The MirrorARCHIVES: May 03-May 09.2007 Vol. 22 No. 45  
Mirror Film





Terror paranoia

>> Low-budget thriller Civic Duty is a refreshingly reflective take on the American mentality post-9/11


SUSPENSEFUL SOUL-SEARCHING: Peter Krause and Khaled Abol Naga


by MALCOLM FRASER

Michael Moore and his rabble-rousing ilk aside, our friendly neighbours to the south have never been known for asking themselves the heavy questions on the darker side of their national character, cinematically or otherwise. So Civic Duty is an interesting oddity, a more or less mainstream American film that questions the current American mentality in its plot and themes.

Terry (Six Feet Under’s Peter Krause) is an accountant who’s just been laid off, putting into jeopardy his plans to buy a house with his wife Marla (Kari Matchett). In the midst of his attempts to get back into the alienating machine of the corporate job market, he starts to take note of the comings and goings of his new Middle Eastern neighbour Gabe (Egyptian film star Khaled Abol Naga).

Saturated with terror talk in the media, and feeling emasculated by his unemployed status, Krause becomes convinced that his neighbour is a terrorist and falls into a spiral of paranoia. When the FBI’s Agent Hillary (The West Wing’s Richard Schiff) tells him to back off, he decides to deal with the situation Charles Bronson-style.

With a Canadian director, Jeff Renfroe (who previously helmed the 2004 Fantasia prize-winner One Point O), it’s tempting to look at the film as a Canuck take on the USA, like Andrew Currie’s recent satire Fido. But screenwriter/producer Andrew Joiner is American, and the film feels less like an outsider’s critique than a much-needed soul search. The script smartly ties in media-induced terror paranoia with the USA’s downsizing-obsessed economy and sketchy mortgage market, bringing a refreshingly rare thoughtfulness to the overwhelmingly idea-deficient thriller genre.

Doing his best with a low-budget, digital aesthetic, Renfroe succeeds in creating a suspenseful atmosphere. A great deal of the dialogue-heavy film is shot in tight close-ups, which adds to the atmosphere of rising tension. But as with a lot of digital cinema, there’s a kind of sloppy hurriedness about the film that interferes with the big themes the filmmakers are tackling. It would be nice to see what Renfroe and Joiner could do with a proper budget, and even nicer if more filmmakers had the brains and cojones to take on deeper ideas in a genre context.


» What to work on: Each record below is to be restated word for word.

Figure record extracts
BEGIN

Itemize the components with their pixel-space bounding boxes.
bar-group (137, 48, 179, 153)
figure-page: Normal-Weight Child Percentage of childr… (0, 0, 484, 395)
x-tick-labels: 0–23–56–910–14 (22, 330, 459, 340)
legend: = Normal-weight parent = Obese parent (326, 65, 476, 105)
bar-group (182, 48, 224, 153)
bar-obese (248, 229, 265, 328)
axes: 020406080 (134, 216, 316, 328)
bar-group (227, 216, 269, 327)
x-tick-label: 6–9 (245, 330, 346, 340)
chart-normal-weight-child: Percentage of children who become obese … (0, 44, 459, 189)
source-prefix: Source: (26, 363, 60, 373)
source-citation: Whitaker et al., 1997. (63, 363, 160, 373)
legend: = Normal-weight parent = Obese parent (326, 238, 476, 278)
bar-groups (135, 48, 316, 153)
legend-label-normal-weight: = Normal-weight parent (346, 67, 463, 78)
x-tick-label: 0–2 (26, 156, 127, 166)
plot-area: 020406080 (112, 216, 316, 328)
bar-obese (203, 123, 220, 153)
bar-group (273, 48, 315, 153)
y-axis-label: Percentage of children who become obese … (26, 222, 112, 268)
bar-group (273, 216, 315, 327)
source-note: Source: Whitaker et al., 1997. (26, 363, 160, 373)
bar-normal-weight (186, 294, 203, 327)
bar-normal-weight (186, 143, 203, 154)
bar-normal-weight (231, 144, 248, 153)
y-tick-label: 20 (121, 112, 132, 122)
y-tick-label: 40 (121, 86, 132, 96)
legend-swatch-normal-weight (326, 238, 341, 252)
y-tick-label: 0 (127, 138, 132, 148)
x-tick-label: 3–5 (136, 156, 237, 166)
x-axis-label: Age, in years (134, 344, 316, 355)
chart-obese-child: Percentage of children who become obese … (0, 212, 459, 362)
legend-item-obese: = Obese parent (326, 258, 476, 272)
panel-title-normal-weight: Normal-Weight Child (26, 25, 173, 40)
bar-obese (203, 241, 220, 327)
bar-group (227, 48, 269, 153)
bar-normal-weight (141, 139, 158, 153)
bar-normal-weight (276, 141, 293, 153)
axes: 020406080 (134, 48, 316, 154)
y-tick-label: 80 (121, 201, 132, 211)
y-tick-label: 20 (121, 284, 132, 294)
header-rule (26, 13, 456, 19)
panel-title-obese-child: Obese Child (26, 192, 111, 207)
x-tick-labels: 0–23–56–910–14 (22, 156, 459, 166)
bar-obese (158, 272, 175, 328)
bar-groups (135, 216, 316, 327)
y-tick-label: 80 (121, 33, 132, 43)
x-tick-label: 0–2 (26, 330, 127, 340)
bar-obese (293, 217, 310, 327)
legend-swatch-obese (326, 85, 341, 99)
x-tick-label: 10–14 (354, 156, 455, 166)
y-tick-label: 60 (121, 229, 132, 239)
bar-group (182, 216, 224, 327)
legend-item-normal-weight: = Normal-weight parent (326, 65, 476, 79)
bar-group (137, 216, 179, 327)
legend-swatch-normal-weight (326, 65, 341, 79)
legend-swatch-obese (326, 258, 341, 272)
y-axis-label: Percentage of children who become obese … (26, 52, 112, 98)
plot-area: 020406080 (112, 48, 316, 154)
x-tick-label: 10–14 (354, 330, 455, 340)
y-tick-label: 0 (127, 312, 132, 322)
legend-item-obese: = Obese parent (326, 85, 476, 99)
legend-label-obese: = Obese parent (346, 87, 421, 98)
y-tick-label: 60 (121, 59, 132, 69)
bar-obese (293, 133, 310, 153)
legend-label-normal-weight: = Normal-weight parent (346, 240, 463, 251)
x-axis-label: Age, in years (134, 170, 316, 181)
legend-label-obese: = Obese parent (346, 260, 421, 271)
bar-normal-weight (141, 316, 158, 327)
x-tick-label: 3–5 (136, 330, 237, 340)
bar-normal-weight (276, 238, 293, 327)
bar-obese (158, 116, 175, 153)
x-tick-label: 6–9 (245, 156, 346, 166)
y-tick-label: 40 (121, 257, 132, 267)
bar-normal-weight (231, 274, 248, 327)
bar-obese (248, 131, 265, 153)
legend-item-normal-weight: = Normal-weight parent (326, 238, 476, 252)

END

» Response below:
Itemize the components with their pixel-space bounding boxes.
bar-group (137, 48, 179, 153)
figure-page: Normal-Weight Child Percentage of childr… (0, 0, 484, 395)
x-tick-labels: 0–23–56–910–14 (22, 330, 459, 340)
legend: = Normal-weight parent = Obese parent (326, 65, 476, 105)
bar-group (182, 48, 224, 153)
bar-obese (248, 229, 265, 328)
axes: 020406080 (134, 216, 316, 328)
bar-group (227, 216, 269, 327)
x-tick-label: 6–9 (245, 330, 346, 340)
chart-normal-weight-child: Percentage of children who become obese … (0, 44, 459, 189)
source-prefix: Source: (26, 363, 60, 373)
source-citation: Whitaker et al., 1997. (63, 363, 160, 373)
legend: = Normal-weight parent = Obese parent (326, 238, 476, 278)
bar-groups (135, 48, 316, 153)
legend-label-normal-weight: = Normal-weight parent (346, 67, 463, 78)
x-tick-label: 0–2 (26, 156, 127, 166)
plot-area: 020406080 (112, 216, 316, 328)
bar-obese (203, 123, 220, 153)
bar-group (273, 48, 315, 153)
y-axis-label: Percentage of children who become obese … (26, 222, 112, 268)
bar-group (273, 216, 315, 327)
source-note: Source: Whitaker et al., 1997. (26, 363, 160, 373)
bar-normal-weight (186, 294, 203, 327)
bar-normal-weight (186, 143, 203, 154)
bar-normal-weight (231, 144, 248, 153)
y-tick-label: 20 (121, 112, 132, 122)
y-tick-label: 40 (121, 86, 132, 96)
legend-swatch-normal-weight (326, 238, 341, 252)
y-tick-label: 0 (127, 138, 132, 148)
x-tick-label: 3–5 (136, 156, 237, 166)
x-axis-label: Age, in years (134, 344, 316, 355)
chart-obese-child: Percentage of children who become obese … (0, 212, 459, 362)
legend-item-obese: = Obese parent (326, 258, 476, 272)
panel-title-normal-weight: Normal-Weight Child (26, 25, 173, 40)
bar-obese (203, 241, 220, 327)
bar-group (227, 48, 269, 153)
bar-normal-weight (141, 139, 158, 153)
bar-normal-weight (276, 141, 293, 153)
axes: 020406080 (134, 48, 316, 154)
y-tick-label: 80 (121, 201, 132, 211)
y-tick-label: 20 (121, 284, 132, 294)
header-rule (26, 13, 456, 19)
panel-title-obese-child: Obese Child (26, 192, 111, 207)
x-tick-labels: 0–23–56–910–14 (22, 156, 459, 166)
bar-obese (158, 272, 175, 328)
bar-groups (135, 216, 316, 327)
y-tick-label: 80 (121, 33, 132, 43)
x-tick-label: 0–2 (26, 330, 127, 340)
bar-obese (293, 217, 310, 327)
legend-swatch-obese (326, 85, 341, 99)
x-tick-label: 10–14 (354, 156, 455, 166)
y-tick-label: 60 (121, 229, 132, 239)
bar-group (182, 216, 224, 327)
legend-item-normal-weight: = Normal-weight parent (326, 65, 476, 79)
bar-group (137, 216, 179, 327)
legend-swatch-normal-weight (326, 65, 341, 79)
legend-swatch-obese (326, 258, 341, 272)
y-axis-label: Percentage of children who become obese … (26, 52, 112, 98)
plot-area: 020406080 (112, 48, 316, 154)
x-tick-label: 10–14 (354, 330, 455, 340)
y-tick-label: 0 (127, 312, 132, 322)
legend-item-obese: = Obese parent (326, 85, 476, 99)
legend-label-obese: = Obese parent (346, 87, 421, 98)
y-tick-label: 60 (121, 59, 132, 69)
bar-obese (293, 133, 310, 153)
legend-label-normal-weight: = Normal-weight parent (346, 240, 463, 251)
x-axis-label: Age, in years (134, 170, 316, 181)
legend-label-obese: = Obese parent (346, 260, 421, 271)
bar-normal-weight (141, 316, 158, 327)
x-tick-label: 3–5 (136, 330, 237, 340)
bar-normal-weight (276, 238, 293, 327)
bar-obese (158, 116, 175, 153)
x-tick-label: 6–9 (245, 156, 346, 166)
y-tick-label: 40 (121, 257, 132, 267)
bar-normal-weight (231, 274, 248, 327)
bar-obese (248, 131, 265, 153)
legend-item-normal-weight: = Normal-weight parent (326, 238, 476, 252)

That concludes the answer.